We’ve all been there: at an airport after landing from a long-haul flight; at a bar staying out late with friends; leaving from a packed concert or sporting event, and we swipe open the Uber app. Seeing an absurd number, you close the app, try again, and the number’s only getting higher. So you turn to the person you’re with, have them book the same trip home, and it’s significantly lower, sometimes a fraction of the price.
You may not be alone. Some Uber riders are accusing the company of charging higher fares when an American Express card is selected in the app, reviving long-running concerns about how opaque ride-hailing algorithms decide what each customer pays.
The latest wave of complaints appears to have been sparked by a viral video showing an UberX ride in Atlanta priced at $33.05 when the rider selected an Amex card, then dropping to $20.33 after the rider switched to a Visa card. Similar claims have since circulated across Reddit, Instagram, YouTube, FlyerTalk, and credit-card forums, where users say fares appear to rise when Amex cards, Uber Cash credits, Uber One memberships, gift-card balances, or business profiles are attached to their accounts.
American Express markets Uber credits as a premium cardholder perk. Platinum cardholders can receive up to $200 in Uber Cash annually, distributed as $15 per month plus a $20 December bonus. Uber’s terms say riders must add an eligible Amex card, select it as the payment method, and enable Uber Cash to redeem the benefit. The same terms say American Express shares certain card information with Uber, “including the Card type,” for benefit fulfillment.
That has led some cardholders to argue the benefit may be offset by higher fares. “It really undermines the benefit of receiving that $15 monthly credit if I end up spending an additional $15 per ride,” one Reddit user wrote in an Amex Platinum thread about the viral video. Another Reddit user said switching from a Chase Sapphire Reserve card to an Amex Platinum card raised an airport ride estimate by roughly $12 to $16, or 17% to 27%, before the price dropped again when the user switched back to Visa.
The pricing debate
Questions about Uber’s dynamic pricing go back years. In 2017, a FlyerTalk thread discussed if the “Amex Platinum make[s] Uber trips more expensive.” A user in the forum said trips began costing roughly 15% more after linking an Amex Platinum card, while another said rides became 13% to 17% more expensive after switching from a previous card to Amex Platinum. “Looks like the advertised credit is a trap,” that FlyerTalk user wrote.
Neither Uber nor American Express has responded to Fortune’s requests for comment.
The rideshare company has denied that payment method affects fares in an April 2025 story about related gift-card complaints. Uber spokesperson Zahid Arab told SFGATE, “Uber does not personalize fares for drivers or riders.” Arab added that “Uber’s pricing tech does not set different prices for riders according to the payment type they use,” and said fare changes are driven by real-time conditions including demand, estimated time and distance, traffic, and driver availability.
Allegedly getting charged more for gift cards and low battery
Other users have claimed that Uber charges more when riders have Uber Cash or gift card balances. That SFGATE story chronicled Bay Area resident Rupinder Summan, who said that “like nine times out of ten” his phone showed higher fares after he loaded Costco gift cards than his wife’s app did for the same route at the same time. A travel blogger said a regular airport ride seemed unusually expensive after he had a $15 Amex Uber credit in his account, and one reader responded that a regular $20 Uber ride rose to about $30 after loading discounted Costco Uber gift cards.
Forum commenters have drawn parallels to other Uber benefits as well. In a Reddit thread about Uber One, one commenter asked, “what if Amazon increased prices exclusively for Prime Members?,” after the poster said a home-to-airport fare that was usually around $54 became $68 after signing up for Uber One through Amex Platinum. In another Uber thread, a commenter claimed American Express users “often see higher rates” and advised riders to try a different card.
In 2023, Belgian newspaper Dernière Heure tested two phones in Brussels and found a ride quote of €17.56 on a phone with 12% battery, compared with €16.60 on a phone with 84% battery. Uber denied using battery level to calculate fares, though former Uber economist Keith Chen previously said the company had found low-battery users were more willing to accept surge pricing, according to Vice.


What is required:
Would you please copy each line of the data in which the string "Pacific" occurs?

=== Supplied records ===

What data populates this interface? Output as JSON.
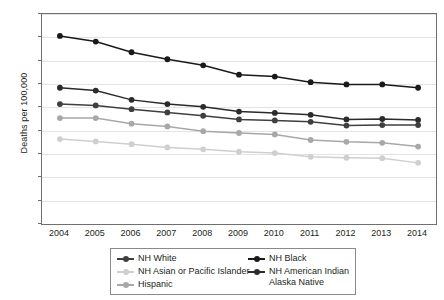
{
  "chart_data": {
    "type": "line",
    "title": "",
    "xlabel": "",
    "ylabel": "Deaths per 100,000",
    "ylim": [
      0,
      450
    ],
    "ytick_step": 50,
    "yticks": [
      "0",
      "50",
      "100",
      "150",
      "200",
      "250",
      "300",
      "350",
      "400",
      "450"
    ],
    "grid": true,
    "legend_position": "bottom",
    "categories": [
      "2004",
      "2005",
      "2006",
      "2007",
      "2008",
      "2009",
      "2010",
      "2011",
      "2012",
      "2013",
      "2014"
    ],
    "series": [
      {
        "name": "NH White",
        "color": "#3f3f3f",
        "values": [
          257,
          254,
          246,
          239,
          232,
          224,
          222,
          219,
          211,
          212,
          212
        ]
      },
      {
        "name": "NH Black",
        "color": "#1a1a1a",
        "values": [
          403,
          391,
          368,
          353,
          340,
          320,
          316,
          304,
          299,
          299,
          292
        ]
      },
      {
        "name": "NH Asian or Pacific Islander",
        "color": "#cfcfcf",
        "values": [
          182,
          177,
          171,
          164,
          160,
          155,
          152,
          144,
          142,
          141,
          131
        ]
      },
      {
        "name": "NH American Indian Alaska Native",
        "color": "#2b2b2b",
        "values": [
          292,
          286,
          266,
          257,
          251,
          241,
          238,
          234,
          224,
          225,
          223
        ]
      },
      {
        "name": "Hispanic",
        "color": "#a8a8a8",
        "values": [
          227,
          227,
          215,
          209,
          199,
          195,
          192,
          180,
          176,
          174,
          166
        ]
      }
    ],
    "legend": [
      {
        "label": "NH White",
        "color": "#3f3f3f"
      },
      {
        "label": "NH Black",
        "color": "#1a1a1a"
      },
      {
        "label": "NH Asian or Pacific Islander",
        "color": "#cfcfcf"
      },
      {
        "label": "NH American Indian",
        "label2": "Alaska Native",
        "color": "#2b2b2b"
      },
      {
        "label": "Hispanic",
        "color": "#a8a8a8"
      }
    ]
  }
}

===

Response to this exercise:
        "name": "NH Asian or Pacific Islander",
        "label": "NH Asian or Pacific Islander",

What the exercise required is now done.